For the nine years since his brother’s death, Dikembe had hunted. His ability to almost
smell
them had deepened over time, deepened in them all. From a decade of butchery, his arms had grown as hard as the steel of his machete. He felt, at times, like some sort of automaton, a robot that did only one thing.

So he hardly dared hope that it was nearly at an end.

No one had seen one for almost a year—and then, a few days ago, a report came from a village on the edge of the rainforest.

The jungle seemed to explode in front of him, as the vegetation ripped open and the aliens came swarming at him and his men. Without a sound, he launched himself forward, sliding beneath the legs of the first, a maneuver now so practiced it took no thought at all. His machetes, honed every night to a keen edge, did their work, as did those of his men, and they did it in almost unearthly silence.

There had been a time when the men cried out with fear or anger or jubilation as they came at the foe, but that had been ground out of them long ago. They saved their breath for the fighting. These aliens fought better and harder than any he had encountered in many years. A few still had energy weapons and tried to use them, although to little effect.

As he struck one down, another loomed over him, and he realized with a start that it was larger than the others, larger than any alien he had ever seen. It looked a little different, too, although he didn’t have time to reflect on why, because its tentacles struck him in the ribs and sent him sprawling. He rolled and came back to his feet, finding it hard to breathe, reckoning that he must have broken ribs and hoping the newly sharpened edges of bone hadn’t pierced his lung.

He sliced off the tentacles that were reaching for him, and backpedaled. He ducked behind the trunk of a massive tree and darted around it. The alien was already turning, but too slowly. He slashed at its back, severing the rest of its flailing tentacles, and then cut into its head. It required three chops as opposed to the usual one, but the exoskeleton finally split.

He felt the monster trying to get into his thoughts, something none of them had managed to do for a long time. His legs tried to seize up, and he felt a deep despair, as if he had failed in something profoundly important, a failure for which there could be no forgiveness…

Then Zuberi slashed the thing inside of the exoskeleton. It died, and only the echo of its pain remained.

“You’re okay?” Zuberi asked.

“Yes,” Dikembe murmured, shaking it off.

“This one was different, don’t you think?” Zuberi asked.

“It was,” Dikembe agreed. He moved in for a closer look. The creature inside the ruined armor was a different hue than the others, a dark mottled green. Its head was bigger, too, proportionally. Thicker, the shield more widely flared. Zuberi’s weapon had severed its neck, but above its left eye was a sort of pucker.

“Looks like a scar,” Zuberi said. “An old bullet wound, maybe. What do you think it was?”

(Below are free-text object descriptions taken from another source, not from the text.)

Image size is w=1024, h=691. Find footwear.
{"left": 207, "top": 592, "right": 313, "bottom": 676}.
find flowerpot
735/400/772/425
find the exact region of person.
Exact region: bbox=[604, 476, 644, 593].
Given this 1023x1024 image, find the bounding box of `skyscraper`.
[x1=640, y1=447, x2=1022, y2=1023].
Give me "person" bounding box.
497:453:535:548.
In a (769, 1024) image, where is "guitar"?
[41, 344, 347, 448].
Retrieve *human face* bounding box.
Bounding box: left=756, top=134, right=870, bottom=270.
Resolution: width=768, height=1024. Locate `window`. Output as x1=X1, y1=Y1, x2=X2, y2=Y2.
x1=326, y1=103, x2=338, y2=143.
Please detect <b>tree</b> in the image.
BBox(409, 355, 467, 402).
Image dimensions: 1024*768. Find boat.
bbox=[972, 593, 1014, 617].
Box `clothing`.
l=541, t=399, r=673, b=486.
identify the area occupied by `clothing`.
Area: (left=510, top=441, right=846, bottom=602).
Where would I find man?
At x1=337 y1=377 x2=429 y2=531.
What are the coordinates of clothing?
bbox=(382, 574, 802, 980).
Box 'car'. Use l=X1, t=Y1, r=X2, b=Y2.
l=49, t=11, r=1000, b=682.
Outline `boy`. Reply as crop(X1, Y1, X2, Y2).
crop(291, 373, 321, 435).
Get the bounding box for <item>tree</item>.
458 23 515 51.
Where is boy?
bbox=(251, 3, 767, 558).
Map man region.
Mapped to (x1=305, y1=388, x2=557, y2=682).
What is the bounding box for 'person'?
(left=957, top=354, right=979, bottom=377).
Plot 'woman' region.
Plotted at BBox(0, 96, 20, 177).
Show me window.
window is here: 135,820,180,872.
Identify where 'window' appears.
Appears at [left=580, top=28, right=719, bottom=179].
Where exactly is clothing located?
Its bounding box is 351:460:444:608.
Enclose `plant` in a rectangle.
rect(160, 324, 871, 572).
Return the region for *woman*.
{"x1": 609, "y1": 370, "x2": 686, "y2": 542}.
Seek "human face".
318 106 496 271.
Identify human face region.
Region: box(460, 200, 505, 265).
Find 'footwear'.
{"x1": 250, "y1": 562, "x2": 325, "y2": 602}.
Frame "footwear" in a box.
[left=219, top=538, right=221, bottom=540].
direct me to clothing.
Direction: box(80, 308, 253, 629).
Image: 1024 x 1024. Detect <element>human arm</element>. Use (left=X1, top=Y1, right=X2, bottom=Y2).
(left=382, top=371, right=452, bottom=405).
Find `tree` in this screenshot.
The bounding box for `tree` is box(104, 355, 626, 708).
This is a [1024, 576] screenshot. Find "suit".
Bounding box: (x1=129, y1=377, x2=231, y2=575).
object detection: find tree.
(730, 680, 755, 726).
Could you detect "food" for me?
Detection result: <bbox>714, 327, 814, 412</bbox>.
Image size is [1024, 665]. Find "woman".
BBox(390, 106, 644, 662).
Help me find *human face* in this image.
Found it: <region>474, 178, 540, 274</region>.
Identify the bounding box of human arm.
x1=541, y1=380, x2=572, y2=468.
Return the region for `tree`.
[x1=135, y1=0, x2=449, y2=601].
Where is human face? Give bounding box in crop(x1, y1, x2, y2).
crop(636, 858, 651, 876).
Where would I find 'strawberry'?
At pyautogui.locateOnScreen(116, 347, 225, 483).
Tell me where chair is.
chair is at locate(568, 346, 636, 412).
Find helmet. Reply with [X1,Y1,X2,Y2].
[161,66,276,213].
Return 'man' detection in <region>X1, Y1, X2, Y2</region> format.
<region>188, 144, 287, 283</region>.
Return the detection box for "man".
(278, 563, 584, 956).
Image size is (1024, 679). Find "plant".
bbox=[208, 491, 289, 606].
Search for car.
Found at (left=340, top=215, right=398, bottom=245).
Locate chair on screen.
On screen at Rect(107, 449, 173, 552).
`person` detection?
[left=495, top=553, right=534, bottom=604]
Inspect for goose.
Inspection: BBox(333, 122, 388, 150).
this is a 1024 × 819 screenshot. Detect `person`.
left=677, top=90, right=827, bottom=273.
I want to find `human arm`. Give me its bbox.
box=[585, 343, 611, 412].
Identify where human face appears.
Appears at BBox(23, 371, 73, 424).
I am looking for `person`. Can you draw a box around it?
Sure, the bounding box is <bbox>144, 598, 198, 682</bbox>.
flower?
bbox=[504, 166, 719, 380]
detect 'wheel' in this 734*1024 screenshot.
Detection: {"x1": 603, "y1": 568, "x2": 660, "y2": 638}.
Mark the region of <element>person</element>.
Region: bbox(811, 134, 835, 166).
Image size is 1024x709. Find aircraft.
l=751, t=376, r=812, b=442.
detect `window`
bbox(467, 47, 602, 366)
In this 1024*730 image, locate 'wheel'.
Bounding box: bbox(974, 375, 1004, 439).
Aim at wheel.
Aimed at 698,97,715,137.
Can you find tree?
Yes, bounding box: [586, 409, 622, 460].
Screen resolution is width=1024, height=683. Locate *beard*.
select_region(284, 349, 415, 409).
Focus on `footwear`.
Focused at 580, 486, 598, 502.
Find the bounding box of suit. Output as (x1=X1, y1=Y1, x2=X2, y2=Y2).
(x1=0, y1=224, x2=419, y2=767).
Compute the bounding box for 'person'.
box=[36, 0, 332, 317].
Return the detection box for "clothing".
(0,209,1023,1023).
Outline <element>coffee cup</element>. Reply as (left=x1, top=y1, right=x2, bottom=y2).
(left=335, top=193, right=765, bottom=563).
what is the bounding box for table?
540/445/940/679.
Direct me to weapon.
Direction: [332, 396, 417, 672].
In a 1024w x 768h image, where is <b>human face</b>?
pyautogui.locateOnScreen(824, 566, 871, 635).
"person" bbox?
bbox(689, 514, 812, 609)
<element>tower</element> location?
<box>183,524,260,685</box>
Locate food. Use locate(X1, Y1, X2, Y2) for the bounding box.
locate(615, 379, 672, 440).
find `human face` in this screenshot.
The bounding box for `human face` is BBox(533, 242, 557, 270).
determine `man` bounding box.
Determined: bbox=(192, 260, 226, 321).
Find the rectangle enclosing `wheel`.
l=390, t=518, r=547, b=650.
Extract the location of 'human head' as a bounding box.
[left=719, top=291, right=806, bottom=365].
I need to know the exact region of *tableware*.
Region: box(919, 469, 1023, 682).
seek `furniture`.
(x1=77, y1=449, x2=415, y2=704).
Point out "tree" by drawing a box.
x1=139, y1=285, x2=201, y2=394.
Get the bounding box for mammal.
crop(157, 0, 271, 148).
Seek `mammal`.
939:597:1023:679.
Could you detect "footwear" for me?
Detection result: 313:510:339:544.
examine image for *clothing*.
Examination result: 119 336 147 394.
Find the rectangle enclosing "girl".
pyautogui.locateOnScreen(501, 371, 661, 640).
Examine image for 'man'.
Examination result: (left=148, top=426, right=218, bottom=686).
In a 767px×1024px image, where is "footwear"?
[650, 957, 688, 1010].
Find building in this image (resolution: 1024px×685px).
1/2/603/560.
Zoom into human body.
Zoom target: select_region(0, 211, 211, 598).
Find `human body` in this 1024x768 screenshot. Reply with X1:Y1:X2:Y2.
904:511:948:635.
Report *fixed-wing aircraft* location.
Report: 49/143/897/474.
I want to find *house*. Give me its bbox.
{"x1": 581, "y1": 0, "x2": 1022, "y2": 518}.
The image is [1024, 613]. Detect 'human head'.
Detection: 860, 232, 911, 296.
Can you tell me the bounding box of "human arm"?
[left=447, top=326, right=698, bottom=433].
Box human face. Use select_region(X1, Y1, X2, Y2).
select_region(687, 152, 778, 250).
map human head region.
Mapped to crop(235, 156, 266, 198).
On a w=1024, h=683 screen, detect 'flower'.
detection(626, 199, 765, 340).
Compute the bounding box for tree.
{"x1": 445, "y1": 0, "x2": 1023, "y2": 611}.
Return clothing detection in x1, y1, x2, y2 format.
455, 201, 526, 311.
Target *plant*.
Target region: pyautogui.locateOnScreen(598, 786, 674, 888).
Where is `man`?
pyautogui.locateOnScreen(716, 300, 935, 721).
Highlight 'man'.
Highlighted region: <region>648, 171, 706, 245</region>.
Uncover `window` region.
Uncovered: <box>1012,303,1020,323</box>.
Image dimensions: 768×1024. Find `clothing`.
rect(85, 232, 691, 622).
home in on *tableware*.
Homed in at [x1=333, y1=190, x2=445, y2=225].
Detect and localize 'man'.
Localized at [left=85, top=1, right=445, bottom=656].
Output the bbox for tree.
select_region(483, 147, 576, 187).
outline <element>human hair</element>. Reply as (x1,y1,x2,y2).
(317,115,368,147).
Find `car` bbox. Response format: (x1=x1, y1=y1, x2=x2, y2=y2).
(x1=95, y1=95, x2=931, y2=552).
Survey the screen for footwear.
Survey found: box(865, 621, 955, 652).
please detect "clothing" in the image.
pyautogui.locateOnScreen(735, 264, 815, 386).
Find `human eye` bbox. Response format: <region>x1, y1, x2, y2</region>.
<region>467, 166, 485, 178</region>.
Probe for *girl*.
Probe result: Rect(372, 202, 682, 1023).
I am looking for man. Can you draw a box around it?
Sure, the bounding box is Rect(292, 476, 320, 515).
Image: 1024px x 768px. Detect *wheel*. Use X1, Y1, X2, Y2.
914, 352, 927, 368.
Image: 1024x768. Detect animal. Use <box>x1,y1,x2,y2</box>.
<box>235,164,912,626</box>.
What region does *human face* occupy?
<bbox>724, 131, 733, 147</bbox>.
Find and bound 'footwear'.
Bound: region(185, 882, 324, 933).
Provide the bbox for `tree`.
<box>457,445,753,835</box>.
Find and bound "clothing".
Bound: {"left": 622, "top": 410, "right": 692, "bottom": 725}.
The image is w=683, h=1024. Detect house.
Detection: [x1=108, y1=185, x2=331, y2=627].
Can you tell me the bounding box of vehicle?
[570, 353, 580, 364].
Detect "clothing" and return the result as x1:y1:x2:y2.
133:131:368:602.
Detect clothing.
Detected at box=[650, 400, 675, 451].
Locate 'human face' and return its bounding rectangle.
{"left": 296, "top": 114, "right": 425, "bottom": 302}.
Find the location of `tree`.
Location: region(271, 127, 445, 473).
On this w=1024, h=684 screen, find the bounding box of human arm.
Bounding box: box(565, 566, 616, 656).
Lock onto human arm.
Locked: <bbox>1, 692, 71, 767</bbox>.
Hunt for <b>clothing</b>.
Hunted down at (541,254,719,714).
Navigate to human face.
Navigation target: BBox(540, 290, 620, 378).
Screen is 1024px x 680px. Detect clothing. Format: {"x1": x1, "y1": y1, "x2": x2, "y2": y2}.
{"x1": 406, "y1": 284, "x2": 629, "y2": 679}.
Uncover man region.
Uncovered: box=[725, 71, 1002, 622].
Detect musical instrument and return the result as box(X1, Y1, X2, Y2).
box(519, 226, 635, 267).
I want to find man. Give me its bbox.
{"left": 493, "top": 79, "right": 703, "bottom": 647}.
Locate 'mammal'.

“The last one,” Dikembe said. “That’s all I care about. It was the last.”

* * *

That afternoon, he brought the news to his father.

“It is finally over,” he told him.

His father shook his head.

“It will never be over,” his father said. “For me, it will never be over.”

16

Rain Lao had barely had time to settle into the cockpit when the guy was suddenly all over her, putting his hands places they had absolutely no business being. He wasn’t rough or anything, but she still didn’t like it. She pushed him back, irritated.